Is the Death of Newspapers the End of Good Citizenship?
Is the Death of Newspapers the End of Good Citizenship? « Sigmund, Carl and Alfred
The death of newspapers - by cutbacks, outright disappearance, or morphing into lean websites - means a reduction of watchdog reporting and less local information. Some say it has caused a drop in civic participation. Is it a blow to good citizenship?
One Saturday in June, the Pinstripe Brass Band played a traditional jazz funeral in the lakeside Gentilly neighborhood of New Orleans. When “Just a Closer Walk With Thee” gave way to a livelier tune, dozens of mourners danced.
But there was no coffin. Black frosting on a sheet cake spelled “-30-,” the mark reporters put at a story’s end. This was a requiem for a newspaper.
The 175-year-old daily Times-Picayune, with a paid weekday circulation of more than 134,000, had announced plans to slash print publication to three days a week, leaving daily coverage to its online edition. “Paper Lays Off 200 Employees” blared a Times-Picayune headline. Those cuts included the funeral’s host, photographer John McCusker, who had documented hurricane Katrina from a kayak after losing his home to the floodwaters.
The Pulitzer Prize-winning work of Mr. McCusker and his colleagues had madeThe Times-Picayune indispensable to a community rebuilding after tremendous loss.
So when readers learned their daily paper was going away, many saw a dangerous civic situation.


_DIRECTIONS FOR THIS TASK:_ Please return every record below exactly as it stands.

Stored dataset items:

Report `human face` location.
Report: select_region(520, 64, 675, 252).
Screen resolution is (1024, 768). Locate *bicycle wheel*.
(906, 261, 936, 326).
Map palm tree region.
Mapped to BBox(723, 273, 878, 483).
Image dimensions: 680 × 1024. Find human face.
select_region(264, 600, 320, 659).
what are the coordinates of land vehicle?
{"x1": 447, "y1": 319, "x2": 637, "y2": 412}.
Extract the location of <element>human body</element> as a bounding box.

_RESPONSE TO THIS EXERCISE:_
Report `human face` location.
Report: select_region(520, 64, 675, 252).
Screen resolution is (1024, 768). Locate *bicycle wheel*.
(906, 261, 936, 326).
Map palm tree region.
Mapped to BBox(723, 273, 878, 483).
Image dimensions: 680 × 1024. Find human face.
select_region(264, 600, 320, 659).
what are the coordinates of land vehicle?
{"x1": 447, "y1": 319, "x2": 637, "y2": 412}.
Extract the location of <element>human body</element> as a bounding box.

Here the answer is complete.